Centre for the History of Science, Technology and Medicine (CHSTM)
University of Manchester
Seminar, Tuesday 3 March, 16:00-17:30
Room 2.57, Simon Building, Brunswick Street, Manchester, M13 9PL
https://goo.gl/maps/RTFk4
Performing Proficiency: Psychological Experiments on Man-Machine Systems in the United States, 1950-1965
Dr. Marcia Holmes (Birkbeck, University of London)
Historians have traced the 'Cognitive Revolution' in American psychology—and its defining metaphor of the mind as information processor—to World War II, when the Allied Forces' victory appeared to rest on their servicemen's ability to operate complex machines such as radar, sonar, anti-aircraft gunnery, and high-speed airplanes. The problems of matching men's abilities to the design of military technology not only laid ground for the theorization of cognition and information processing; it also motivated the field of applied psychological research known as human factors engineering. In the early years of the Cold War, human factors engineering expanded beyond the study of individual human-machine interactions to become a science of 'man-machine systems.' In doing so, it pioneered a form of behavioral experiment that, with assistance from interdisciplinary teams of researchers, computers and generous military support, could simulate in real-time the sociotechnical systems of air defense, air traffic control, and logistics networks. I will argue that interpreting these simulations of man-machine systems through a cognitive or cybernetic lens, as some historians have done, misses their more direct contemporary significance. For the behavioral scientists conducting these experiments, the use of simulations promised to resolve thorny epistemic problems in the study of human-machine interactions. Moreover, these experiments offered a performative space for exploring liberal-democratic sociability within the Cold War's increasingly regimented networks of military command and control. I will argue that recognizing these previously misunderstood aspects of man-machine systems experiments sheds new light on the history of human factors engineering, and the political and epistemological stakes of the Cognitive Revolution in American psychology.
All are welcome and please feel free to pass this announcement on to interested colleagues.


What you will do: Each line of the data below that includes the string "Monthly" must be copied.

========

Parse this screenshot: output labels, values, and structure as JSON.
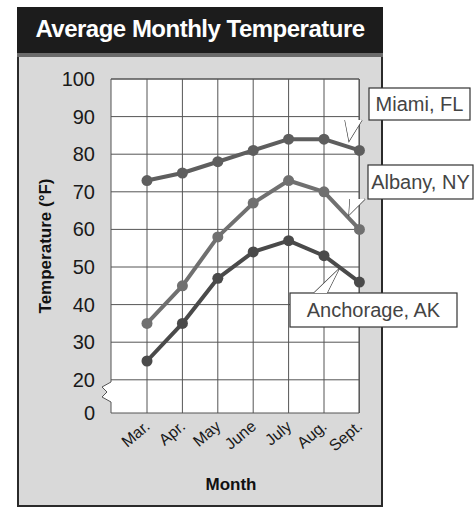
{
  "title": "Average Monthly Temperature",
  "chart_data": {
    "type": "line",
    "title": "Average Monthly Temperature",
    "xlabel": "Month",
    "ylabel": "Temperature (°F)",
    "categories": [
      "Mar.",
      "Apr.",
      "May",
      "June",
      "July",
      "Aug.",
      "Sept."
    ],
    "yticks": [
      0,
      20,
      30,
      40,
      50,
      60,
      70,
      80,
      90,
      100
    ],
    "ylim": [
      0,
      100
    ],
    "axis_break": "between 0 and 20",
    "grid": true,
    "series": [
      {
        "name": "Miami, FL",
        "values": [
          73,
          75,
          78,
          81,
          84,
          84,
          81
        ]
      },
      {
        "name": "Albany, NY",
        "values": [
          35,
          45,
          58,
          67,
          73,
          70,
          60
        ]
      },
      {
        "name": "Anchorage, AK",
        "values": [
          25,
          35,
          47,
          54,
          57,
          53,
          46
        ]
      }
    ],
    "colors": {
      "Miami, FL": "#5e5e5e",
      "Albany, NY": "#707070",
      "Anchorage, AK": "#4a4a4a"
    }
  }
}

========

Response:
  "title": "Average Monthly Temperature",
    "title": "Average Monthly Temperature",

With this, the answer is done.